Search

Ă—

Bad actors: How to protect your hotel against cyber threats

Hospitality leaders know the industry thrives on delivering seamless experiences and building guest loyalty. Unfortunately, the very systems that create positive guest experiences have also become prime targets for sophisticated cybercriminals.

Recent threats, such as the Scattered Spider attacks, have exposed vulnerabilities that can disrupt entire hospitality operations. As the sector becomes more digitally connected, protecting these systems is no longer just an IT mandate: It is a business continuity imperative. In today’s competitive environment, a single breach can cause more than financial losses; it can damage guest trust, strain partnerships and force costly operational shutdowns during peak travel seasons.

In this article, we will examine how loyalty reward programs, guest services call centers and remote access to property systems by external vendors can be easily exploited by cybercriminals and how to tackle these threats.

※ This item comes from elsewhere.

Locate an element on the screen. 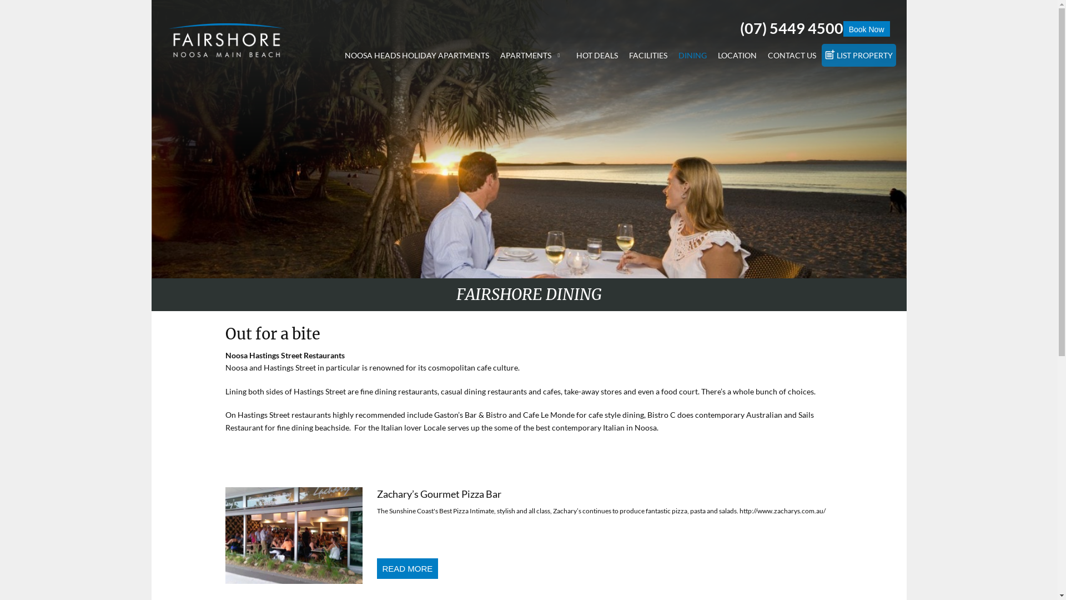 This screenshot has height=600, width=1066. Book Now is located at coordinates (867, 29).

Loyalty programs: The new banks

Loyalty reward programs have evolved into valuable currencies, redeemable for rooms, flights and retail perks. That value makes them a magnet for fraud, from account takeovers to synthetic account creation. Weak verification processes at sign-up or redemption allow attackers to slip through undetected, creating losses that spread across brands and partner networks.

Some travel and hospitality companies describe it as “death by a thousand paper cuts,” as small fraud amounts quickly add up to millions each year. Left unchecked, these schemes can persist for months, giving threat actors time to test and refine their tactics while targeting multiple properties across a chain.

MFA isn’t the cure-all

Multi-factor authentication (MFA) has become standard security control, but in hospitality it can create a false sense of protection. Attackers often bypass MFA through SIM-swapping or by compromising devices.

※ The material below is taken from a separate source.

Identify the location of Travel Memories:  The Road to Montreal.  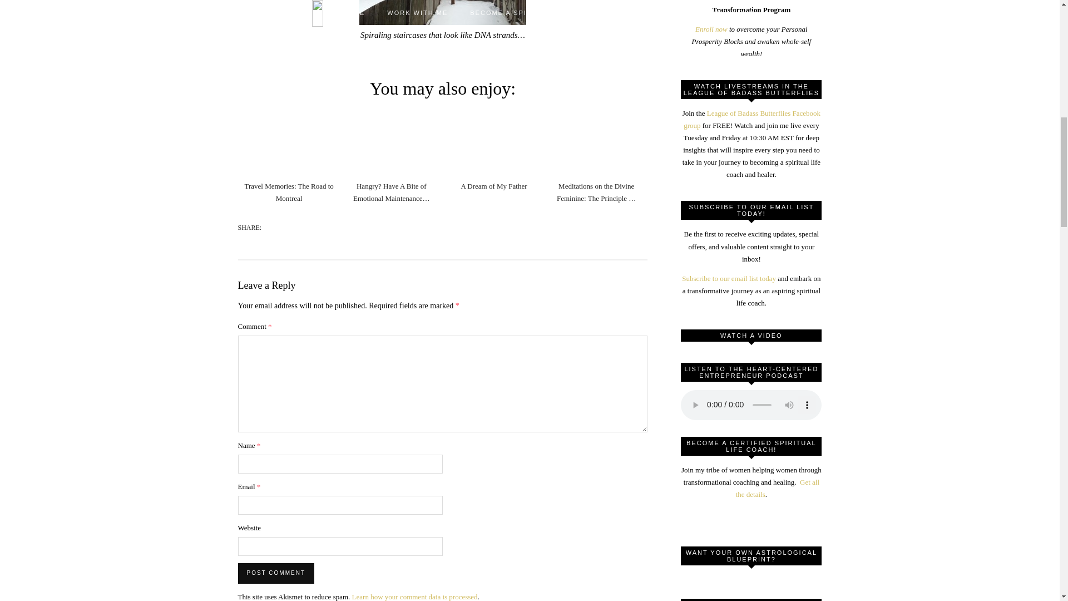
(289, 142).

Guest services call centers are especially vulnerable, since service teams naturally prioritize speed and customer satisfaction over strict verification. In this setting, social engineering can be highly effective, particularly when agents are under pressure to resolve requests quickly. Groups like Scattered Spider exploit this weakness by using native English speakers to blend in with legitimate users and by applying insider-level knowledge of workflows to gain access. Too often, these intrusions happen silently, without triggering alerts, which allows fraud to escalate before leaders realize systems have been compromised.

The hidden attack vector

Property management systems and other operational platforms are only as secure as their least-protected user. Hotels often grant access to outside vendors—housekeeping, IT contractors and marketing partners—without continuously verifying their credentials. Attackers exploit remote access channels or outdated account controls to gain undetected entry.

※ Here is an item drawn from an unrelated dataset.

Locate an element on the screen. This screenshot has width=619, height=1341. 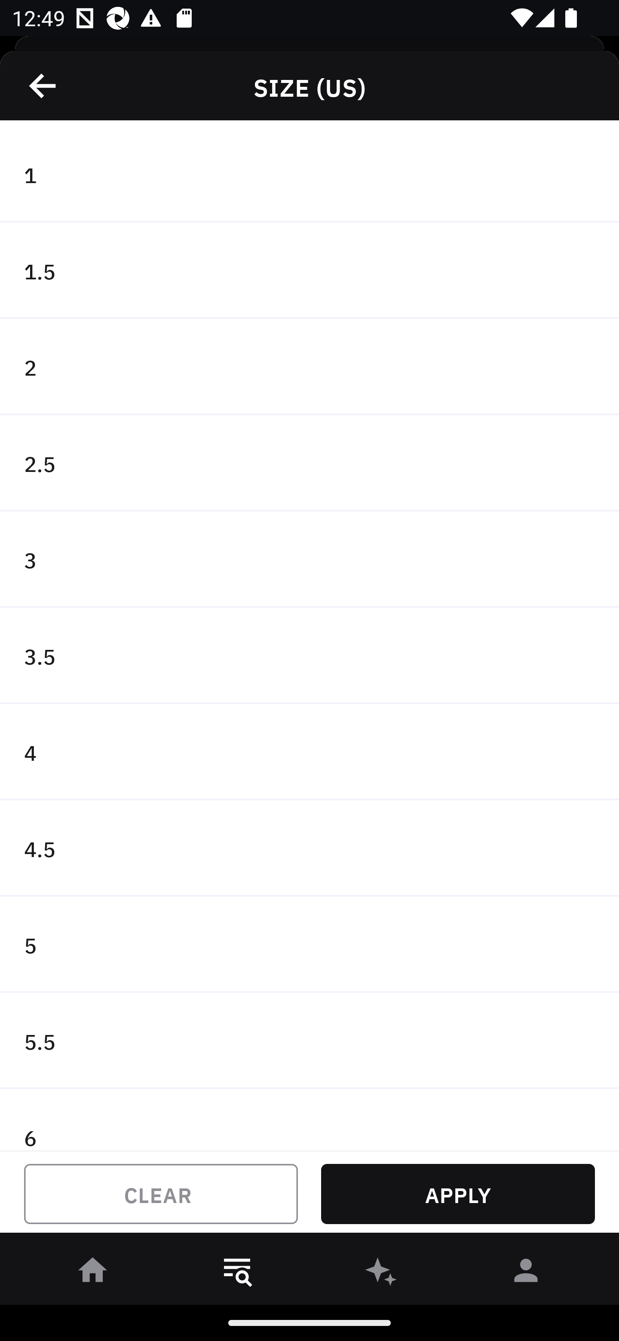
CLEAR  is located at coordinates (161, 1194).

Continuous, risk-based verification for both employees and third parties is essential to reduce these risks. This practice is especially important for resorts and multi-property operators, where dozens of vendors and contractors may access sensitive systems every day.

Hospitality can take valuable cues from aviation and financial services. Airlines that saw loyalty account fraud surge have adopted phishing-resistant MFA and identity checks at redemption to protect against fraudulent bookings and transfers. Financial institutions, long accustomed to regulatory oversight and constant threats, routinely validate device health and user risk profiles before granting access. This approach can be adapted to hotel systems without compromising the guest experience.

What’s next?

  • The “Zero Trust” model is coming. It depends on continuously validating users and devices, not just at account creation or guest login.
  • Call center reform is needed. Hospitality call centers must move beyond knowledge-based verification, such as date of birth and adopt adaptive identity verification. This should be layered into agent workflows as part of the organization’s best practices.
  • Vendor governance must mature. Routine re-verification of third-party credentials and tighter integration of access policies across organizations should be standard practice and deployed alongside other operational workflows.

As loyalty becomes a global currency, hotels must coordinate identity assurance with their partners, similar to how banks share fraud intelligence today. The benefits of identity-related threat detection and risk mitigation include secure digital access, improved customer experience, stronger, longer-term trust and protection of brand and revenue. For decision-makers, adopting these measures as part of augmented workflows also positions their brand as a leader in guest safety and operational resilience—key differentiators in an increasingly security-conscious market.

The time to mature is now. Hospitality now stands where finance was two decades ago: valuable, interconnected and vulnerable. The three examples we have reviewed, along with many others not covered here, show that these risks are real. Guest trust, brand reputation and partner relationships all depend on securing identity and access. By adapting proven models from other industries and investing in continuous identity verification, hotels can strengthen their resilience without sacrificing the service excellence that defines them. Acting now allows hotel executives to align digital innovation with strong security, ensuring technology enhances rather than undermines the guest experience.


Story contributed by David Coxe, CEO & co-founder, ID Dataweb, which offers practical identity threat detection and risk mitigation solutions based on the National Strategy for Trusted Identities in Cyberspace (NSTIC).